MARY MAY CAME AWAKE GASPING, AS IF SHE HAD GONE TO BED beneath the waves. They had done something to her. They had given her some drug.
She was in a dark room and though she was awake, her vision swam and then refocused, colors seen at the periphery of her vision like that of some negative universe. Black was white and red was green. They had left her in a corner and from where she sat with her back to one wall and her head leaning against the other, she could see the sliver of light that came in from under the door and reached across the floor toward her. She tried to move, but her hands had been bound behind her and as she tried to wriggle free, she realized her fingers had gone numb.
They had bound her legs at her ankles and as soon as she tried to stand she fell and hit her forehead against the floor. She could smell dust, and something metallic, something that seemed now to remind her of the metallic taste of blood.
With her feet she pushed away at the wall then inched across the floor, her eyes moving out ahead of her, searching out the light. Her hands and fingers had started to come to life again and there was the prick of needles across her skin and the warm fuzz of blood now coursing in the veins. She pushed again, inching closer.
They had taken her in the truck and left the compound. All the while sitting around her where she lay. She had tried to get up many times and been knocked down over and over again. The feel of the road beneath the tires, the bounce of springs, and the smell always of the pine that had surrounded them and moved above, branches blotting out the stars and moon. When they stopped she knew they had come to a river rolling down out of the mountains. The air had changed and had become cooler. The smell was of water and silt and rock. And farther out the sound of the rapids running and the water flowing, ever faster.

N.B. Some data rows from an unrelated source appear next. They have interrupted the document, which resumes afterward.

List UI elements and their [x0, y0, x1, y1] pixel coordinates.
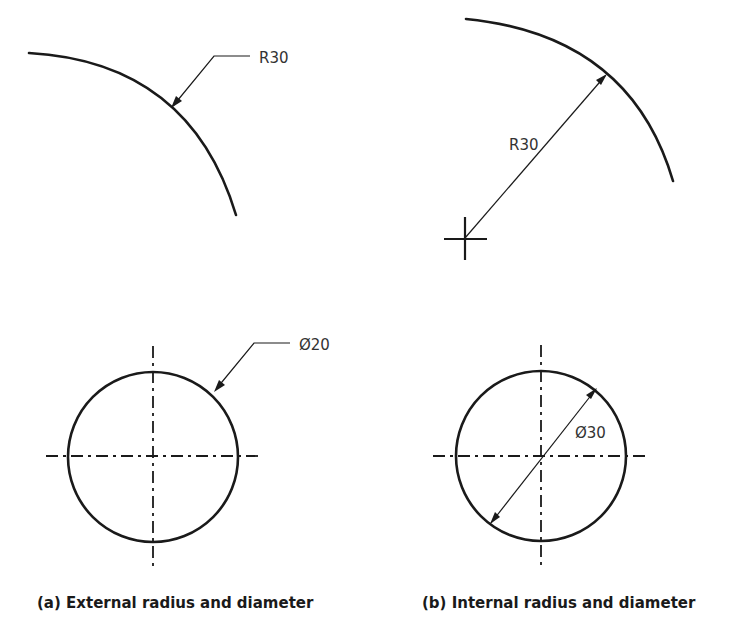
diameter-leader-line-a	[217, 343, 290, 388]
internal-arc	[466, 19, 673, 181]
external-arc	[29, 53, 236, 215]
diameter-dimension-line-b	[491, 389, 596, 523]
figure-a-external-diameter: Ø20	[46, 336, 330, 568]
figure-b-internal-diameter: Ø30	[433, 345, 650, 568]
radius-leader-line-a	[173, 56, 250, 106]
drawing-canvas: R30 R30 Ø20 Ø30	[0, 0, 744, 623]
figure-a-external-radius: R30	[29, 49, 289, 215]
center-mark-b	[444, 217, 487, 260]
radius-dimension-line-b	[465, 76, 605, 238]
radius-arrowhead-b	[596, 74, 607, 85]
caption-b: (b) Internal radius and diameter	[422, 594, 695, 612]
diameter-label-a: Ø20	[299, 336, 330, 354]
diameter-label-b: Ø30	[575, 424, 606, 442]
diameter-arrowhead-a	[214, 380, 225, 392]
diameter-arrowhead-b-top	[586, 388, 597, 399]
radius-label-a: R30	[259, 49, 289, 67]
radius-label-b: R30	[509, 136, 539, 154]
caption-a: (a) External radius and diameter	[37, 594, 313, 612]
figure-b-internal-radius: R30	[444, 19, 673, 260]
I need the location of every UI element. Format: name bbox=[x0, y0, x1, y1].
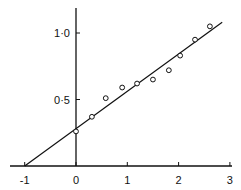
data-point bbox=[166, 68, 171, 73]
data-point bbox=[135, 81, 140, 86]
data-point bbox=[90, 114, 95, 119]
data-point bbox=[151, 77, 156, 82]
x-tick-label: 3 bbox=[227, 174, 233, 186]
x-tick-label: 0 bbox=[73, 174, 79, 186]
x-tick-label: -1 bbox=[20, 174, 30, 186]
data-point bbox=[120, 85, 125, 90]
data-point bbox=[103, 96, 108, 101]
scatter-chart: -101230·51·0 bbox=[0, 0, 241, 190]
y-tick-label: 0·5 bbox=[54, 94, 70, 106]
x-tick-label: 1 bbox=[124, 174, 130, 186]
y-tick-label: 1·0 bbox=[54, 27, 70, 39]
data-point bbox=[178, 53, 183, 58]
data-point bbox=[193, 37, 198, 42]
data-point bbox=[74, 129, 79, 134]
data-point bbox=[207, 24, 212, 29]
x-tick-label: 2 bbox=[176, 174, 182, 186]
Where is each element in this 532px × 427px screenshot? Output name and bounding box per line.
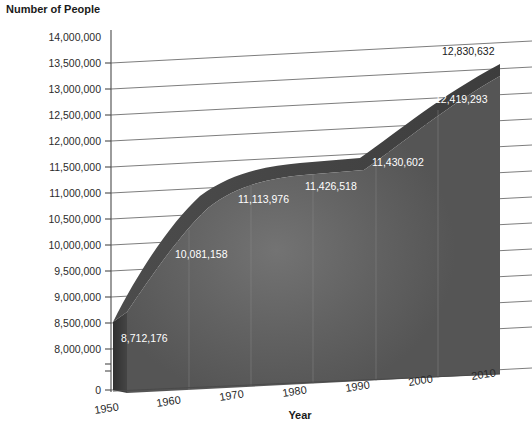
area-side-face	[113, 312, 127, 393]
y-tick-label: 8,500,000	[54, 317, 101, 329]
y-tick-label: 9,500,000	[54, 265, 101, 277]
chart-container: Number of People	[0, 0, 532, 427]
area-chart: Number of People	[0, 0, 532, 427]
y-tick-label-zero: 0	[95, 384, 101, 396]
data-label: 12,830,632	[442, 45, 495, 57]
data-label: 11,426,518	[305, 180, 357, 192]
data-label: 10,081,158	[175, 248, 228, 260]
y-tick-label: 9,000,000	[54, 291, 101, 303]
y-tick-label: 13,500,000	[48, 57, 101, 69]
y-tick-label: 12,000,000	[48, 135, 101, 147]
y-axis-title: Number of People	[6, 3, 100, 15]
y-tick-label: 14,000,000	[48, 31, 101, 43]
y-tick-label: 11,500,000	[49, 161, 101, 173]
y-tick-label: 12,500,000	[48, 109, 101, 121]
y-tick-label: 10,000,000	[48, 239, 101, 251]
data-label: 8,712,176	[121, 332, 168, 344]
data-label: 12,419,293	[435, 93, 488, 105]
x-axis-title: Year	[288, 409, 312, 421]
y-tick-label: 10,500,000	[48, 213, 101, 225]
y-tick-label: 13,000,000	[48, 83, 101, 95]
data-label: 11,113,976	[238, 193, 289, 205]
y-tick-label: 11,000,000	[49, 187, 101, 199]
data-label: 11,430,602	[372, 156, 424, 168]
y-tick-label: 8,000,000	[54, 343, 101, 355]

She did not know yet why they’d come for her. She did not know yet where her brother was. She had looked around as they brought her up and dragged her by an arm from the truck. They threw her down in the sand right there at the edge of the water.
“Do you confess?”
She tried to find the voice that now addressed her. John stood knee deep in the water, and he walked forward now and held a hand out and cupped her chin within his palm.
“Do you confess?” he asked again.
“Confess what?”
“Do you confess your sin?”
She looked up at him in wonder. There was a sense, though fleeting, that none of this could be possible. There was a feeling inside of her that this could not be real.
“Confess and all will be forgiven,” he said.
She looked wildly around her for her brother but she could not see him and she felt John’s hand tighten against her chin. He held her there like that, his hand to her face and his fingers gripped upward across her cheek. “Where’s Drew?” she managed now to ask.
“Drew?” John said, as if he had never heard the name. “Drew is all of us and all of us are Drew. You know little of your brother. And you always have, but you will see now what he is and what we are and in this you will find your own salvation.”
He released her. He stepped back and raised his arms, as if he might be raising them to some rain now falling from above. “Those who walk in heaven are those who have unburdened their heart of sin,” he said, his arms still upraised and his voice now thrown forth among them all, Mary May and everyone who had taken her and held her down in the truck bed. “Those who are unburdened may walk and hold the hand of the prophet. Those that have been unburdened can enter into heaven. But those who choose to go against his mercy, those who do not reveal to us their sin, those that would turn their back on Eden’s Gate and all its providence, those few who have not the foresight to understand, they will be cast into the hell of their own making. The fire that will come and scour the world to ash and flame.”
Slowly, he brought his arms down then moved his eyes again to where she knelt. “Now, brothers and sisters we must help her—help her to find the way.”